The new golden age of gaming. It has a nice ring to it, and that’s why the organizers of the high-end game conference the DICE Summit are using it as their theme for next year’s conference.
“It’s really an incredibly opportunistic age for the industry as a whole,” said Martin Rae, the president of the Academy of Interactive Arts and Sciences (AIAS) and an organizer of the summit, in an interview with GamesBeat. “In the past, people asked me before how you can call this a new age of gaming. I got push-back because people pointed out it was a time of turmoil and declining retail sales.”
[aditude-amp id="flyingcarpet" targeting='{"env":"staging","page_type":"article","post_id":839679,"post_type":"story","post_chan":"none","tags":null,"ai":false,"category":"none","all_categories":"games,","session":"C"}']The DICE Summit draws hundreds of elite game developers and industry executives each spring. The 13th annual DICE (short for Design, Innovate, Communicate, Entertain) will be held Feb. 4 to Feb. 6 in Las Vegas at the Hard Rock Hotel and Casino. Registration opens today, and the organization announced its first speakers today.
Rae said it’s a golden age — a reference to the early days of arcade games in the 1970s — because “great products are going to grow up around the great new audience of people who are picking up gaming for the first time.” Rae will moderate our session on new game investments at our GamesBeat 2013 conference on Oct. 29-Oct. 30.
He said, “Even the people in turmoil are going to benefit from targeting these new markets. They will have a whole new generation of game players, and that’s why we have this theme.”
The first round of speakers announced today includes David Helgason, the chief executive of Unity Technologies; Ed Fries, the co-creator of the Xbox; Clive Downie, the CEO of DeNA West; and Sundance DiGiovanni, the CEO of Major League Gaming.
“In the intellectual discourse around DICE, this theme and these speakers will be really compelling,” Rae said.
The AIAS recently held its first DICE Europe event. The London conference was livestreamed on Twitch and received 150,000 unique views, Rae said.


§ ACTIVITY: Throughout the listing below, show every line in which "offenses" occurs.

-- GIVEN DATA follows --

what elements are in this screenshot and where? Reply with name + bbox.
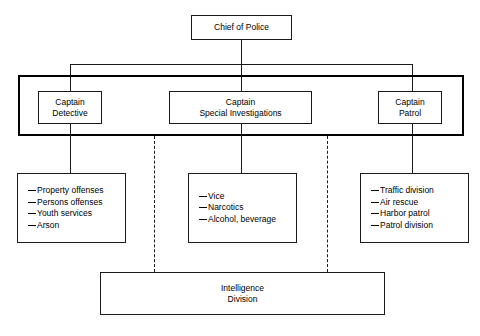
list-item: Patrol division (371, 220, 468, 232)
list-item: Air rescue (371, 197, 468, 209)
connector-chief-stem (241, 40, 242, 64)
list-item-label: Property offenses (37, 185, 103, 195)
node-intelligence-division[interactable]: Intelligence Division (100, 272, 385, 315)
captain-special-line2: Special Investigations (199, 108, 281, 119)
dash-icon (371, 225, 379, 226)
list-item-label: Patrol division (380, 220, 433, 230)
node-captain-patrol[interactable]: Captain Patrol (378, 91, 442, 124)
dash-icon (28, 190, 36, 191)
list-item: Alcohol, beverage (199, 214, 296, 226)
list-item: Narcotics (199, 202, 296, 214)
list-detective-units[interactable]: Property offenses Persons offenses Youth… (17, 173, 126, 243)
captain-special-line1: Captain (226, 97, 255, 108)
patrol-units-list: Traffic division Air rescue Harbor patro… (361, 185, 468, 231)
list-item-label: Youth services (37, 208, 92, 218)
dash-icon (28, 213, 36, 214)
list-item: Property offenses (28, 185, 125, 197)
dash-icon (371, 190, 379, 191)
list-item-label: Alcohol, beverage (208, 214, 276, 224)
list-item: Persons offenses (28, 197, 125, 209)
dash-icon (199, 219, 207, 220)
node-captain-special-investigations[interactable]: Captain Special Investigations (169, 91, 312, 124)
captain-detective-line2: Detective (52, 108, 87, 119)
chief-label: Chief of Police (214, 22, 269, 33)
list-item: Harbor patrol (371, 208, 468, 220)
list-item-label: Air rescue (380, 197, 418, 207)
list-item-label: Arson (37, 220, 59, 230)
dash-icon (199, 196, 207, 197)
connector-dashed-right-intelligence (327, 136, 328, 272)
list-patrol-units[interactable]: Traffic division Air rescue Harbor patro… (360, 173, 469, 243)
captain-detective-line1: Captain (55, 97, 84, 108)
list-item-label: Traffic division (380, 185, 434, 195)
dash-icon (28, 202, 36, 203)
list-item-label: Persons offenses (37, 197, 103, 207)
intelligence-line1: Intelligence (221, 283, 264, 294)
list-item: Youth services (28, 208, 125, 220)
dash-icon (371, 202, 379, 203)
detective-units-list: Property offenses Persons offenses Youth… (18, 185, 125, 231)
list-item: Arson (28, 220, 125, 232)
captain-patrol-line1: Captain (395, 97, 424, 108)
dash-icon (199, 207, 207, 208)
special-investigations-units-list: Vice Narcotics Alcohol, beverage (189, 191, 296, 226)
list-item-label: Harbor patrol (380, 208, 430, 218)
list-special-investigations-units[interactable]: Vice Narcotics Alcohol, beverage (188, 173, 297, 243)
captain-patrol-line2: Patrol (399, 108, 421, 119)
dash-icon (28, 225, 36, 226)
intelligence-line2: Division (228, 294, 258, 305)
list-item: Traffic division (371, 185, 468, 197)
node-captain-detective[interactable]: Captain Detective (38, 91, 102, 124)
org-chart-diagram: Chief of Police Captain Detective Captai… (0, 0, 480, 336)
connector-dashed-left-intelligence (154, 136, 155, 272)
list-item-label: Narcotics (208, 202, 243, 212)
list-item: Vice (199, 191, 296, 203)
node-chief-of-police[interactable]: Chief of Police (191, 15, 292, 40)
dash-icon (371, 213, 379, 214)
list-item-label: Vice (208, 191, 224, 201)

-- GIVEN DATA concluded --

§ ANSWER BOX:
list-item-label: Property offenses (37, 185, 103, 195)
list-detective-units[interactable]: Property offenses Persons offenses Youth… (17, 173, 126, 243)
list-item: Property offenses (28, 185, 125, 197)
list-item: Persons offenses (28, 197, 125, 209)
list-item-label: Persons offenses (37, 197, 103, 207)
detective-units-list: Property offenses Persons offenses Youth… (18, 185, 125, 231)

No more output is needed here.